Cath Clarke 

A Million Little Pieces review – glossy addiction drama rings hollow

Ultra-hunky Aaron Taylor-Johnson plays a crack addict at death’s door in this adaptation of James Frey’s ‘memoir’
  
  

A Million Little Pieces.
Less than the sum of its parts … Aaron Taylor-Johnson in A Million Little Pieces. Photograph: Jeff Gros

Sam and Aaron Taylor-Johnson preface their adaptation of James Frey’s mega-selling memoir about his addiction and recovery at 23 with a Mark Twain quote: “I’ve lived through some terrible things in my life, some of which actually happened.” A little nod there to the controversy surrounding Frey’s admission that he fabricated chunks of his 2003 book. The Taylor-Johnsons, who married after making the John Lennon biopic Nowhere Boy together, co-wrote the script here, with Sam directing and Aaron giving a lightweight, sanitised performance as Frey. The result is disappointingly dull, the equivalent of buying sham weed. You wait for something to happen, but … nothing.
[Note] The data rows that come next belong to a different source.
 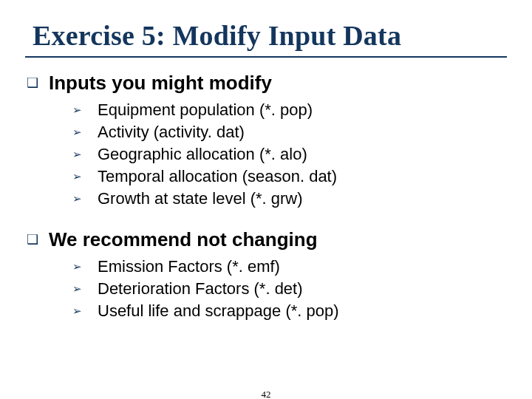 I want to click on list-item-text: Growth at state level (*. grw), so click(x=200, y=199).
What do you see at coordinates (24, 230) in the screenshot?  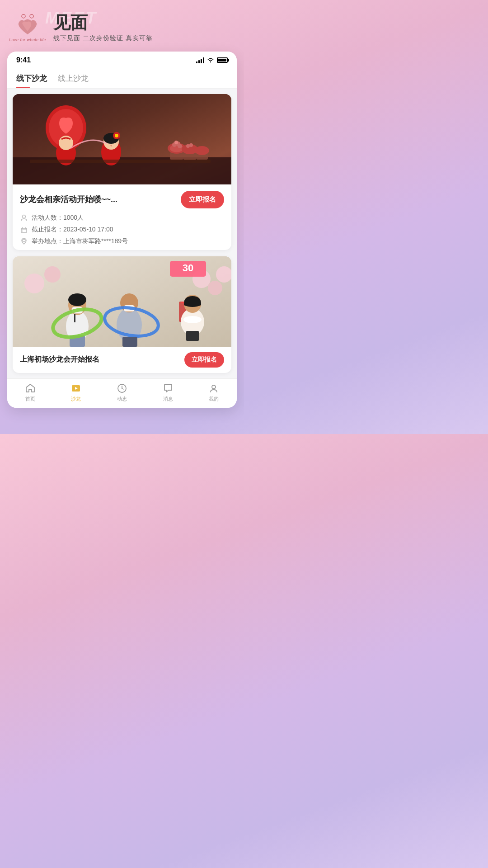 I see `calendar-icon` at bounding box center [24, 230].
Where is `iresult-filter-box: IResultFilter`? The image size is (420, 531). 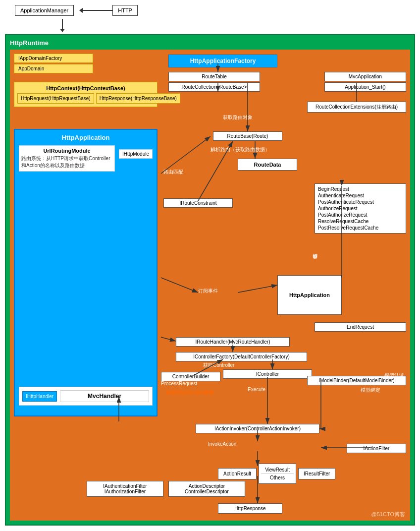
iresult-filter-box: IResultFilter is located at coordinates (317, 474).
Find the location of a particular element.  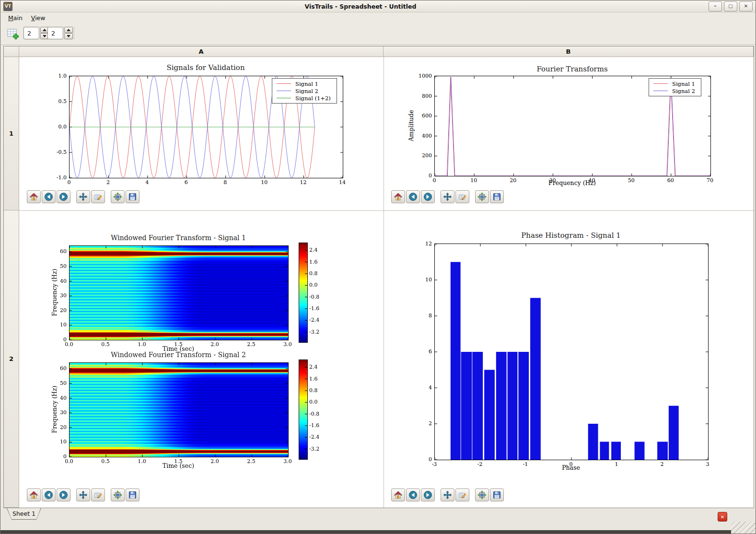

zoom-rect-icon is located at coordinates (462, 197).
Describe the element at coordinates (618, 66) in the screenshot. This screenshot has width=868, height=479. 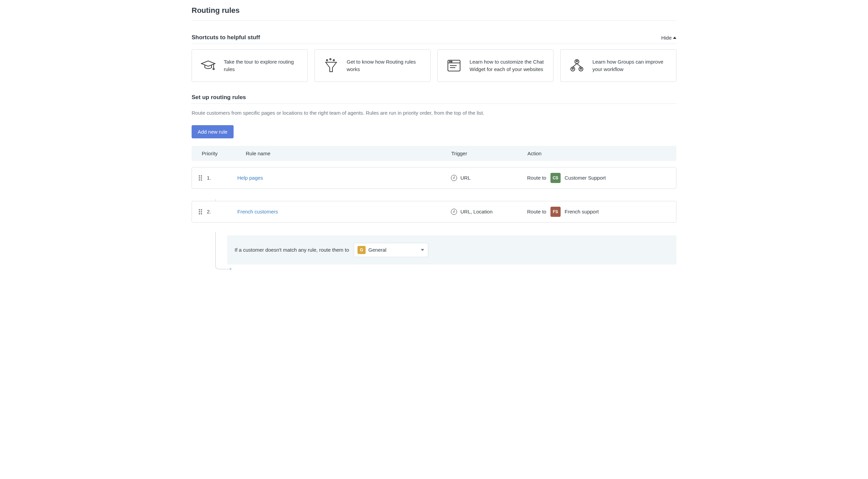
I see `shortcut-card-groups: Learn how Groups can improve your workfl…` at that location.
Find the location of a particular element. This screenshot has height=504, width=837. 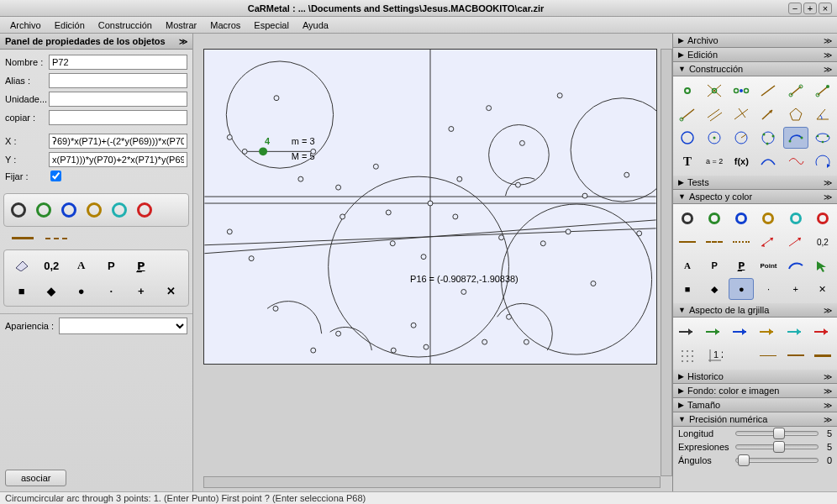

asp-show-point: Point is located at coordinates (768, 265).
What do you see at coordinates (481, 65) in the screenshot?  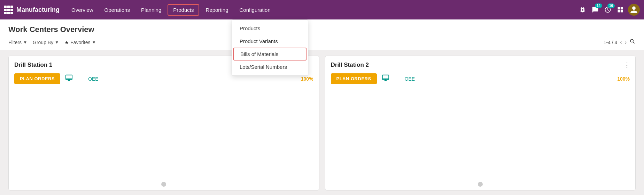 I see `card-2-title: Drill Station 2` at bounding box center [481, 65].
It opens on a euphoric high, with a beautiful hypnotic scene as Frey dances naked on crack to the Smashing Pumpkins. Stopping to light up a cigarette, he falls backwards off a balcony and smashes up his face. At a Minnesota rehab centre Frey is informed by a doctor that he’s one drink away from death; the unit has never seen someone so young with such knackered organs. The film’s problem is the unfeasibly unravaged Aaron Taylor-Johnson, who with his luminous skin and bulked up biceps looks like he’s just spent the week with his personal trainer rather than face down in a crack den.

Frey, with his self-consciously macho prose, reinvented himself in the book as a tough guy; Hemingway with a crackpipe. Taylor-Johnson showily trashes a room or two, but with his puppyish openness plays Frey as good kid who went off the rails, with no inkling as to the emotional problems that messed him up. A Million Little Pieces is a weirdly unreflective exploration of the destructive force of addiction and, setting a new benchmark for blandness, drags on for what feels like a million not-so-little minutes.